It is time the government comes out with some regulatory measure to check the growth of online therapies and therapists as they are mushrooming on social media like Instagram, Twitter, Facebook, etc., said the High Court of Karnataka.
Justice M. Nagaprasanna made these observations while dismissing a petition filed by a 28-year-old “wellness therapist” questioning the chargesheet filed against her by the police based on a complaint of cheating lodged by a 36-year-old man.
The petitioner, Sanjana, and the complainant, Shankar, got acquainted through a dating app, Tinder, when the country was facing severe COVID-19 pandemic. As the complainant, during a chat with her on a night, expressed stress, she offered him “therapy” by inviting him to her Instagram page — “positivity-for-a-360-life” — while claiming that she is a “wellness therapist” and sent him a message with the name “Rishta”, which is not her name.
The complainant, who had transferred to her ₹3.15 lakh, had levelled charges of cheating on her by complaining that she was operating at least 15 such fake profiles on Instagram and other social media platforms under different pseudo names.
He had started verifying her claims after she declined his request to meet her, resulting in him allegedly sending lewd messages to her due to which she blocked his account. Later, she also lodged a complaint against him with the police for sending lewd messages.
No ethics or regulated
The court observed, “It is in public domain that they are all pseudo-therapists who are ‘Instagram influencers’. The present case concerns psychosomatic therapy or the wellness therapy. Therapists of the kind are many in number on social media. In reality, they are not bound by any ethics or not regulated by any norms,” the court observed.
The court noted that ingredients of the chargesheet clearly make out a case of cheating against the petitioner as without having any team or any qualification whatsoever, the petitioner had created a web page p rima facie to lure the complainant and the like.
The chats reveal that the petitioner had initially posed that she is a “wellness therapist” and her team would take care of the complainant, the court noted, while also pointing out that she had several such web pages in different names.
“There is no document or rather is an admitted fact that the petitioner has no qualification to be in the field of any kind of wellness therapy as projected. It is her own generated web page, without any qualification. Therefore it is a case where the petitioner without any substance or qualification lured the customers into the web of wellness therapy through the web page,” the court observed.
Consent form
Interestingly, the consent form to which the complainant had signed stated that, “The content or information shared within a counselling season is by no means admissible as a government document or in the court of law or as any medium-bases evidence, should there be a summon.” However, court said it does not mean that the petitioner can escape the clutches of law.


Task prompt
Please repeat exactly the lines from the one containing "Image resolution: width=680" through the last line of the records, both included, and nothing else, leaving out any pictures.

Material shown
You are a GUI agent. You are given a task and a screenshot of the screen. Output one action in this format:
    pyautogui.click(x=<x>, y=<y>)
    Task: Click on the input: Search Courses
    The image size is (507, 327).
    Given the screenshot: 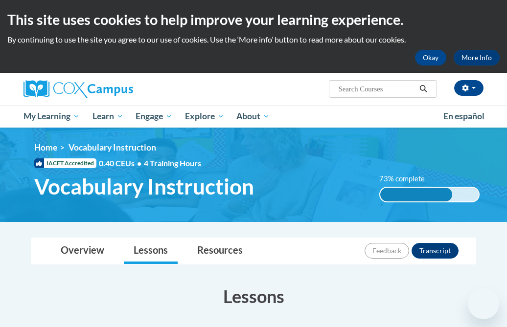 What is the action you would take?
    pyautogui.click(x=377, y=89)
    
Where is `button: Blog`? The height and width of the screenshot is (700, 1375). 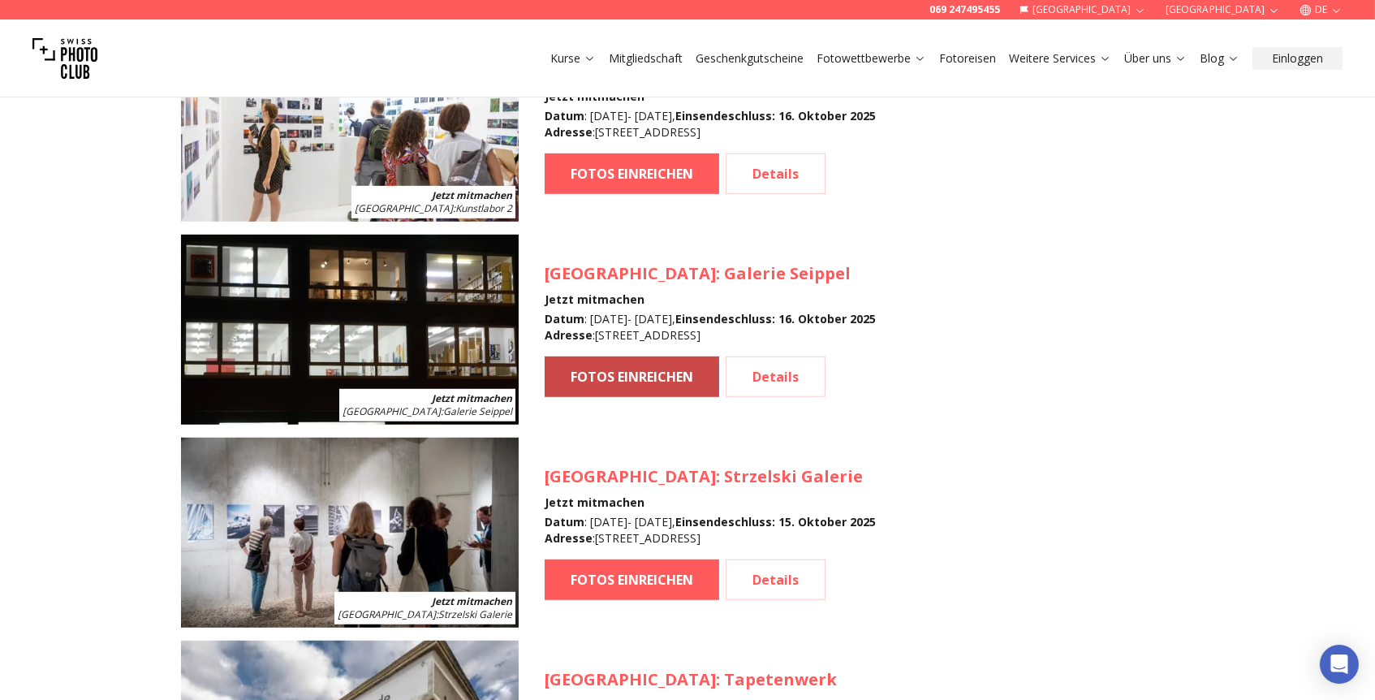
button: Blog is located at coordinates (1220, 58).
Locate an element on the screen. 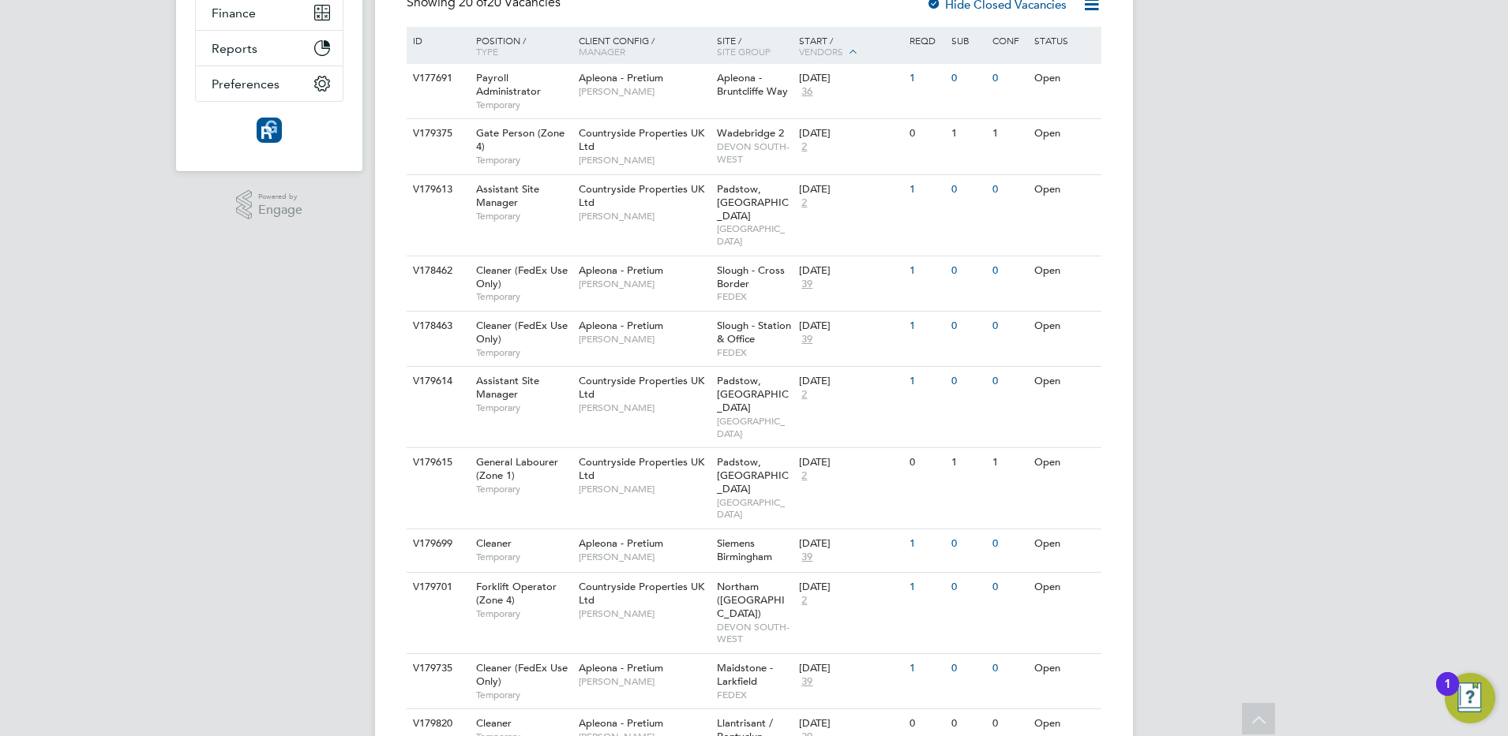  span: Preferences is located at coordinates (245, 84).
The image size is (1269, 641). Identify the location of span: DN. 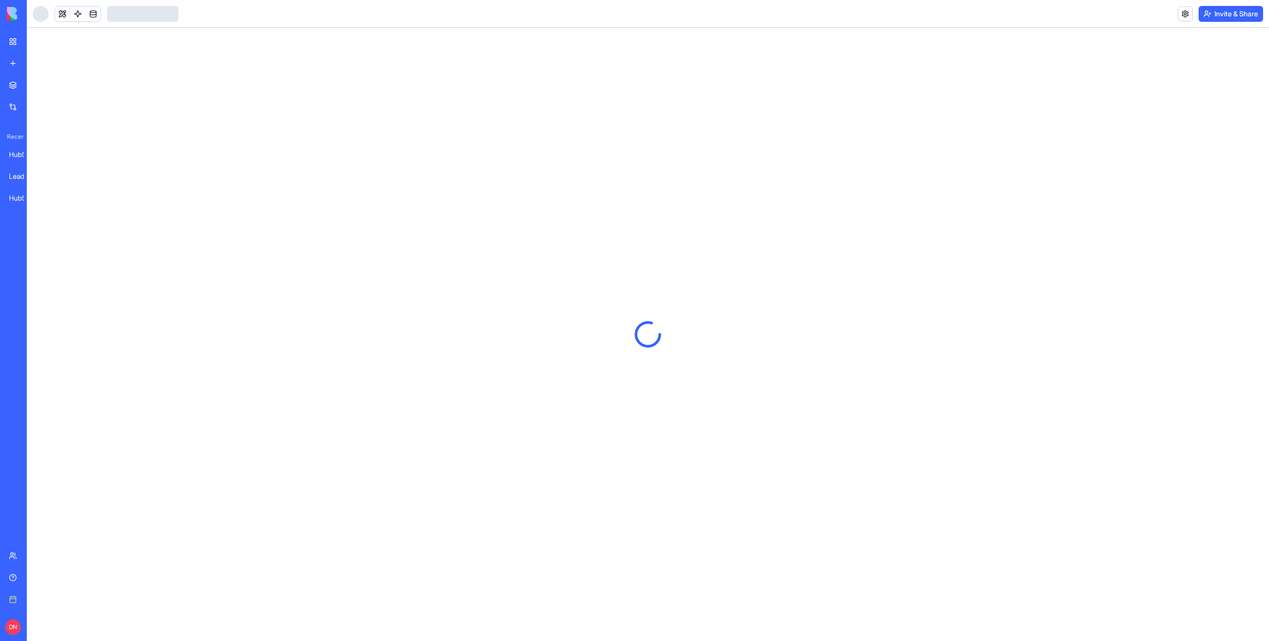
(13, 627).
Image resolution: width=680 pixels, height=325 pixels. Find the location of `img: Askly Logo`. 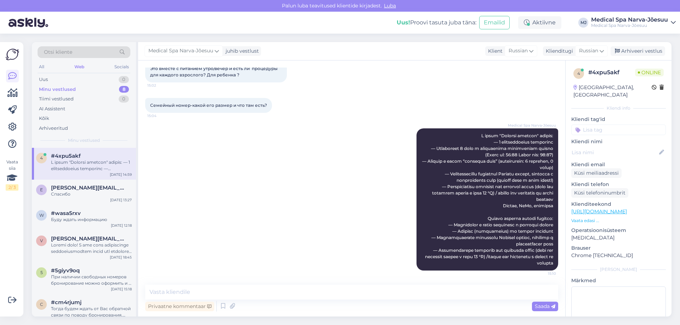

img: Askly Logo is located at coordinates (12, 55).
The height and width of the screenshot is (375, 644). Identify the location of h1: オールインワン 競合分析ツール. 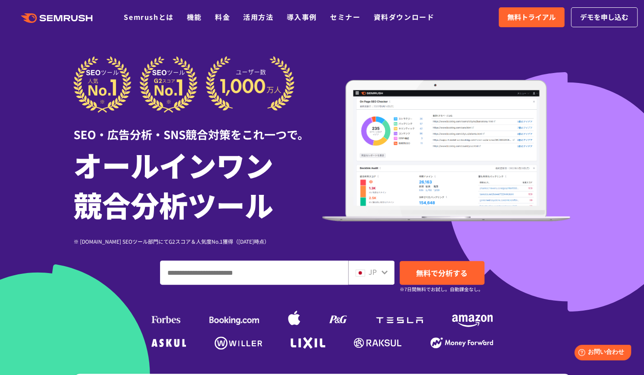
(198, 185).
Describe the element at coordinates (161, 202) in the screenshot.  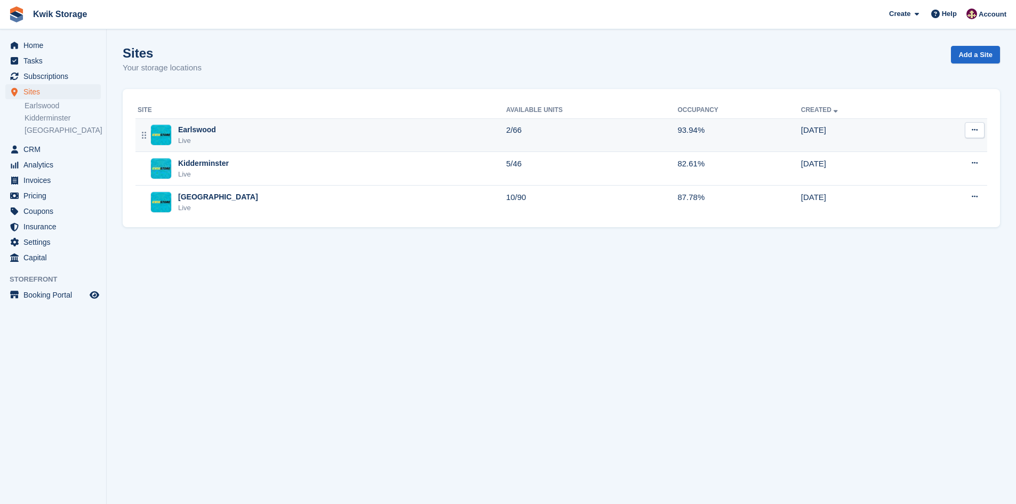
I see `img: Image of Willenhall site` at that location.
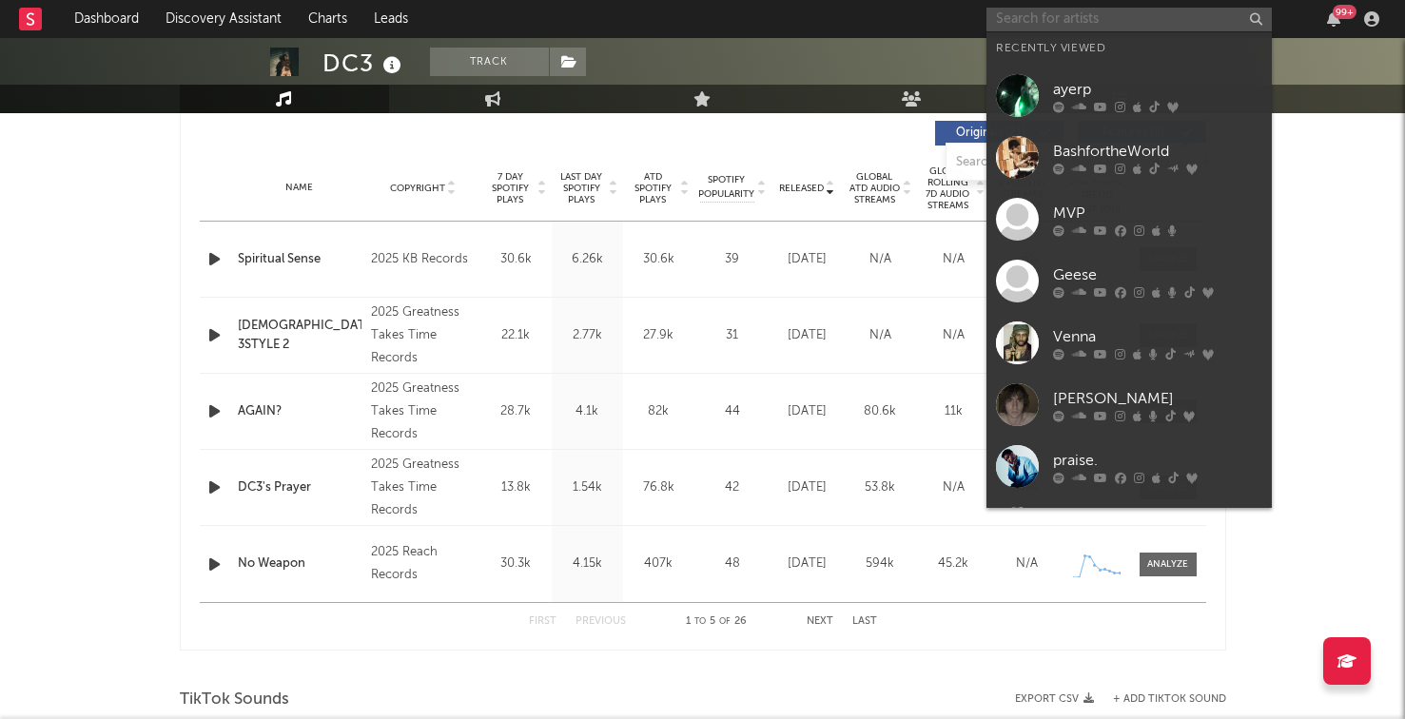 This screenshot has width=1405, height=719. What do you see at coordinates (726, 187) in the screenshot?
I see `span: Spotify Popularity` at bounding box center [726, 187].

Final answer
Image resolution: width=680 pixels, height=325 pixels. Find the location of `img: Askly Logo`. 

img: Askly Logo is located at coordinates (12, 55).
The height and width of the screenshot is (375, 644). Identify the location of h1: オールインワン 競合分析ツール. 
(198, 185).
Describe the element at coordinates (161, 202) in the screenshot.  
I see `img: Image of Willenhall site` at that location.
 This screenshot has width=1405, height=719. What do you see at coordinates (726, 187) in the screenshot?
I see `span: Spotify Popularity` at bounding box center [726, 187].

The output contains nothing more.